Amanda Diekman ’05, M.Div.’10 spent most of her life on the outskirts of belonging – a traveler pressing in against the sides but never quite breaking through.
Then, at 38, an unexpected shift: The former Presbyterian pastor discovered she was autistic. Suddenly, everything made sense, she says.
“All the times, all the places, all the ways I believed that it was me that was wrong, and the world that was right,” she says. “[But] I was always exactly who I was supposed to be.”
Diekman’s autism discovery illuminated a new direction in her story. She began retracing her steps. She questioned whether she had made choices for herself – or just to try to fit in.
“The story of neurodivergence writ large is really a story of trauma and pain,” she says. “The sense of feeling different was so key to me that I became a social chameleon. My top priority [as a child] was looking around the room and figuring out what everyone else was doing.”
Raised in Greensboro, North Carolina, in the 1980s, Diekman says she didn’t start noticing her difference until adolescence. In middle and high school she excelled in academics but noticed she had a difficult time keeping up with her peers’ social skills.
On the outside, Diekman was unstoppable: Admitted to Duke as an undergrad, she went on to earn a three-year master’s degree at Duke Divinity School, graduating with honors each time. Next came the rigors of ordination to become a Presbyterian pastor and then on to co-pastoring Durham Presbyterian Church.
But almost in parallel to her own autism diagnosis, one of Diekman’s three young children was diagnosed with a lesser-known profile of autism called pathological demand avoidance, or PDA, in which the brain essentially goes into fight-or-flight overdrive. Later, she discovered her other two children were neurodivergent as well.
Life felt beyond difficult, she says, as she held together both how to understand her own new identity and how to best help her children. She pored over research, interviewed psychologists, wrote her way through her personal history, questioned whether a clergy path was her true calling and came up for air with a new decision: She would give up being a preacher.
“That choice really became the springboard for everything that came after,” Diekman says. “I think ‘pastor’ was probably my ultimate mask.”
It wasn’t that Diekman wasn’t deeply invested in her faith. She was. Or that she hadn’t felt called to be a spiritual leader. (She has been called “brilliant” by her clergy peers.)
But the question kept coming back to her: “What is it that I really want to do with my life?”
As Diekman continued to explore her own journey, she saw a new story developing – what she calls a “love story” between her and her children.
She calls that story “low-demand parenting.”
Low-demand parenting is about dropping a parent’s expectations, examining their motivations for control or compliance, and meeting their kids where they are, Diekman says. She took to Instagram to ask parents to just try it: When something is too hard for your child – like changing out of pajamas to go to the grocery store or wearing matching socks – just drop the requirement and see what happens.
“When we match our expectations to another’s true capacity, we communicate understanding, acceptance and validation. We say: ‘You are enough, just as you are,’” Diekman recently wrote to her online community, which has swelled to nearly 13,000 Instagram followers.
Earlier this year, Diekman turned her experience into a book, “Low-Demand Parenting,” published by Jessica Kingsley Publishers, the leading publisher of books on autism, and launched online community groups and coaching for parents.
Kendahl Damashek, a mom of four neurodivergent kids in Clinton, New York, found Diekman while scrolling Instagram. She immediately signed up for one of Diekman’s courses, an experience Damashek describes as “transformative.”
There wasn’t any preaching or dogma, Damashek says. There wasn’t any homework or have-tos.
“It was just like an offering,” Damashek says. “See this concept. See how it applies to your life. Try it. Journal about it. It was a method of thinking, not a solution … She’s radically altered the path I’ve taken with my kids.”
And for Diekman, perhaps even something like a new calling has been born.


Work request: The records below are to be returned exactly as written, minus their pictures.

Stored entries
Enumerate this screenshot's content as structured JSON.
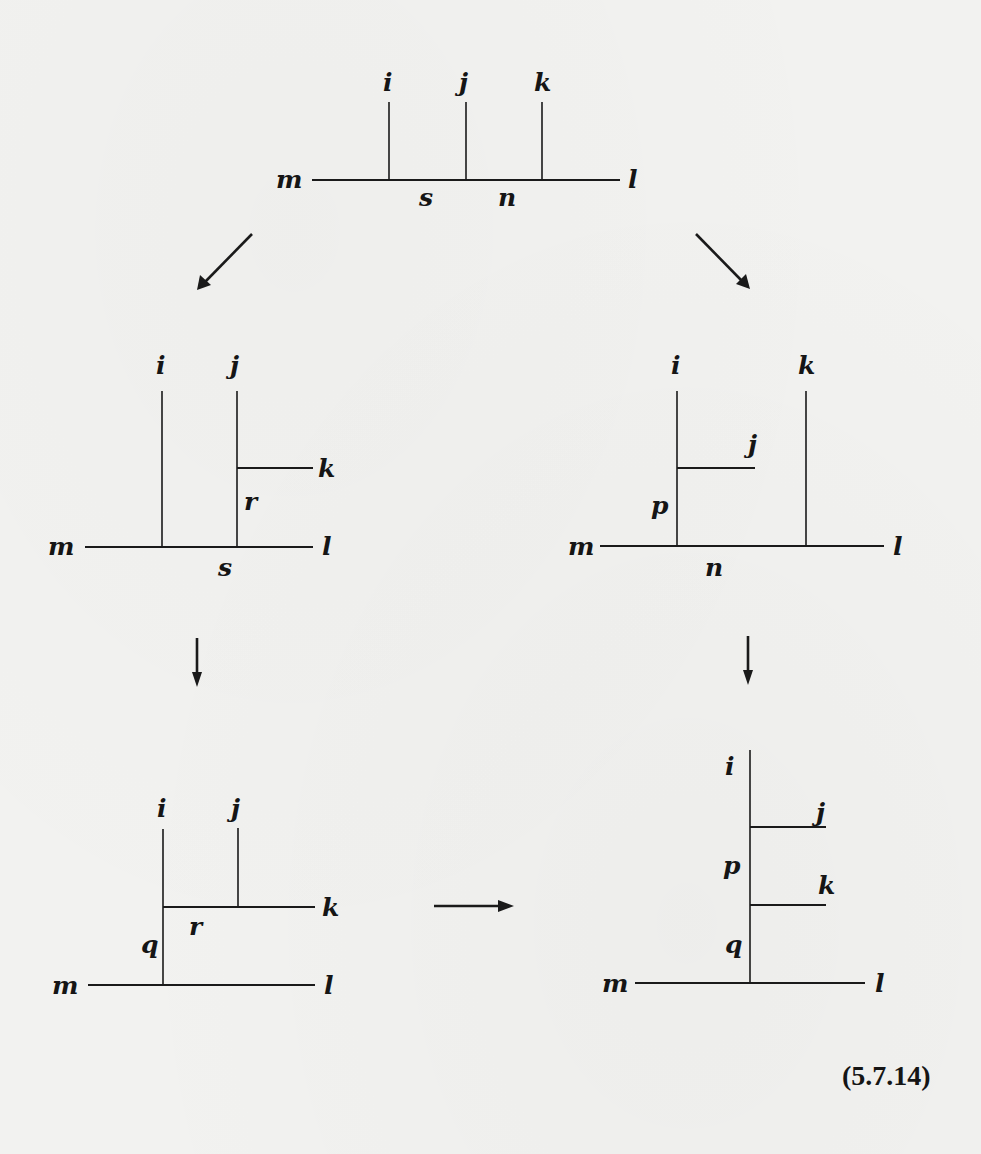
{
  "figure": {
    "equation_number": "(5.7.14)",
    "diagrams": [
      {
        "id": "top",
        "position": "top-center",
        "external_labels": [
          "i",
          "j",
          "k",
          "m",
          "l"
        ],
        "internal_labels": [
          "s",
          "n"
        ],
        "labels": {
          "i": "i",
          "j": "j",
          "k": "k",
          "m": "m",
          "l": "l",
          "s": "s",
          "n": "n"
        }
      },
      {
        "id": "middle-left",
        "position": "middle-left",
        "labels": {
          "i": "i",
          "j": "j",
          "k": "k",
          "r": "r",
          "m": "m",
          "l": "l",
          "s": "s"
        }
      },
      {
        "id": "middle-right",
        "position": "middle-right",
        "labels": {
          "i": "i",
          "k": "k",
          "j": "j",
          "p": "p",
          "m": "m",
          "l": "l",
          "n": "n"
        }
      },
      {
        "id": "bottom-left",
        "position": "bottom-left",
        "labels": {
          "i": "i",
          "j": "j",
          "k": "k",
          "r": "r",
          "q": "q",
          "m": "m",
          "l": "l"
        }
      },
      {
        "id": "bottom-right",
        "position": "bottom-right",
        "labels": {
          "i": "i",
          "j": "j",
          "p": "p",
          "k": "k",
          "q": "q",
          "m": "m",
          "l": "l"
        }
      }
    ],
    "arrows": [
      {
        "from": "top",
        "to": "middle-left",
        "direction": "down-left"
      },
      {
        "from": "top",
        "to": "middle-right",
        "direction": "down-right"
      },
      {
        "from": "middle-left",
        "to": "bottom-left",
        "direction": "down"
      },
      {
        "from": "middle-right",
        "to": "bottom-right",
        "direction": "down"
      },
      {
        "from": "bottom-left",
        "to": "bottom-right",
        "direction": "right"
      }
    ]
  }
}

Solution to this task:
Enumerate this screenshot's content as structured JSON.
{
  "figure": {
    "equation_number": "(5.7.14)",
    "diagrams": [
      {
        "id": "top",
        "position": "top-center",
        "external_labels": [
          "i",
          "j",
          "k",
          "m",
          "l"
        ],
        "internal_labels": [
          "s",
          "n"
        ],
        "labels": {
          "i": "i",
          "j": "j",
          "k": "k",
          "m": "m",
          "l": "l",
          "s": "s",
          "n": "n"
        }
      },
      {
        "id": "middle-left",
        "position": "middle-left",
        "labels": {
          "i": "i",
          "j": "j",
          "k": "k",
          "r": "r",
          "m": "m",
          "l": "l",
          "s": "s"
        }
      },
      {
        "id": "middle-right",
        "position": "middle-right",
        "labels": {
          "i": "i",
          "k": "k",
          "j": "j",
          "p": "p",
          "m": "m",
          "l": "l",
          "n": "n"
        }
      },
      {
        "id": "bottom-left",
        "position": "bottom-left",
        "labels": {
          "i": "i",
          "j": "j",
          "k": "k",
          "r": "r",
          "q": "q",
          "m": "m",
          "l": "l"
        }
      },
      {
        "id": "bottom-right",
        "position": "bottom-right",
        "labels": {
          "i": "i",
          "j": "j",
          "p": "p",
          "k": "k",
          "q": "q",
          "m": "m",
          "l": "l"
        }
      }
    ],
    "arrows": [
      {
        "from": "top",
        "to": "middle-left",
        "direction": "down-left"
      },
      {
        "from": "top",
        "to": "middle-right",
        "direction": "down-right"
      },
      {
        "from": "middle-left",
        "to": "bottom-left",
        "direction": "down"
      },
      {
        "from": "middle-right",
        "to": "bottom-right",
        "direction": "down"
      },
      {
        "from": "bottom-left",
        "to": "bottom-right",
        "direction": "right"
      }
    ]
  }
}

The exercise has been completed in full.